Using Confidential Sources To Plead Scienter After Tellabs

Following the Supreme Court’s decision last June in Tellabs, Inc. v. Makor Issues & Rights, Ltd., 127 S.Ct. 2499 (2007), one key question in pleading a “strong inference” of scienter is whether plaintiffs can rely on facts supplied by confidential sources. Specifically, the question is whether the use of confidential sources is consistent with the holding in Tellabs. That ruling requires that to be strong, an inference of scienter must be “cogent” and at least equal to the opposing inference. In making, its ruling the Court noted without comment that the complaint was based in part on confidential sources.

Since the Supreme Court handed down its decision last June, five circuit courts have considered the impact of Tellabs on pleading a strong inference of scienter. Three of those cases examined the question of confidential informants.

Shortly after the Supreme Court’s decision, the Seventh Circuit, which had been reversed in Tellabs, handed down its decision in Higginbotham v. Baxter International, No. 06-1312 (7th Cir. July 27, 2007). There, the court affirmed the dismissal of a financial fraud case by the district court. In an opinion written by Judge Easterbrook, and joined by Judges Posner and Ripple, the court held:

One upshot of the approach that Tellabs announced is that we must discount allegations that the complaint attributes to five “confidential witnesses” – one ex-employee of the Brazilian subsidiary, two ex-employees of Baxter’s headquarters, and two consultants. It is hard to see how information from anonymous sources could be deemed ‘compelling’ or how we could take account of plausible opposing inferences. Perhaps these confidential sources have axes to grind. Perhaps they don’t even exist.

Slip op. at 3

The next month, the Fifth Circuit concluded that confidential sources could be used, but then declined to accept evidence proffered from these sources because it lacked sufficient detail. Central Laborers’ Pension Fund v. Integrated Electrical Services Inc., No. 06-20135 (5th Cir. August 21, 2007). In reversing the dismissal of a financial fraud complaint, the Fifth Circuit, citing a pre-Tellabs case, held that “confidential source statements are a permissible basis on which to make an inference of scienter.” Slip op. at 7. The court went on to discount the statements from these sources in this case, however because the complaint lacked details which would permit evaluation of the witnesses and their facts such as job descriptions, the identification of individual responsibilities, employment dates and similar items.

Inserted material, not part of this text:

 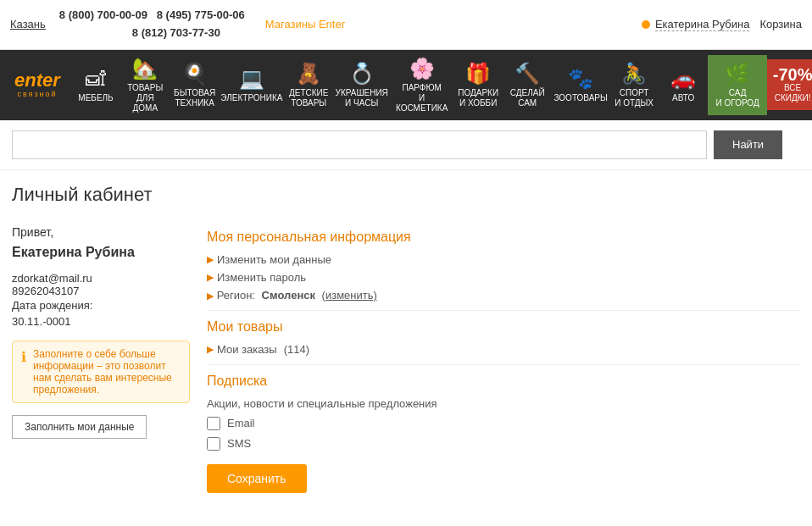 I want to click on nav-item-diy: 🔨 СДЕЛАЙСАМ, so click(x=527, y=85).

Finally, the Seventh Circuit, in permitting the Tellabs complaint to go forward on remand, adopted the Fifth Circuit approach. Distinguishing its earlier decision in Higginbotham, the Court, in an opinion written by Judge Posner, held that

The confidential sources listed in the complaint in this case, in contrast, are numerous and consist of persons who from the description of their jobs were in a position to know at first hand the facts to which they are prepared to testify. … The information that the confidential informants are reported to have obtained is set forth in convincing detail, with some of the information, moreover, corroborated by multiple sources. It would be better were the informants named in the complaint, because it would be easier to determine whether they had been in a good position to know the facts that the complaint says they learned. But the absence of proper names does not invalidate the drawing of a strong inference from informants’ assertions.

Slip op. at 17-18.

Read together, the three circuit court rulings suggest that when sufficient detail is pled so that the statements can be sufficiently evaluated, evidence from confidential sources can be used to support a strong inference of scienter. The key is the adequacy of the detail about the witness and the statements.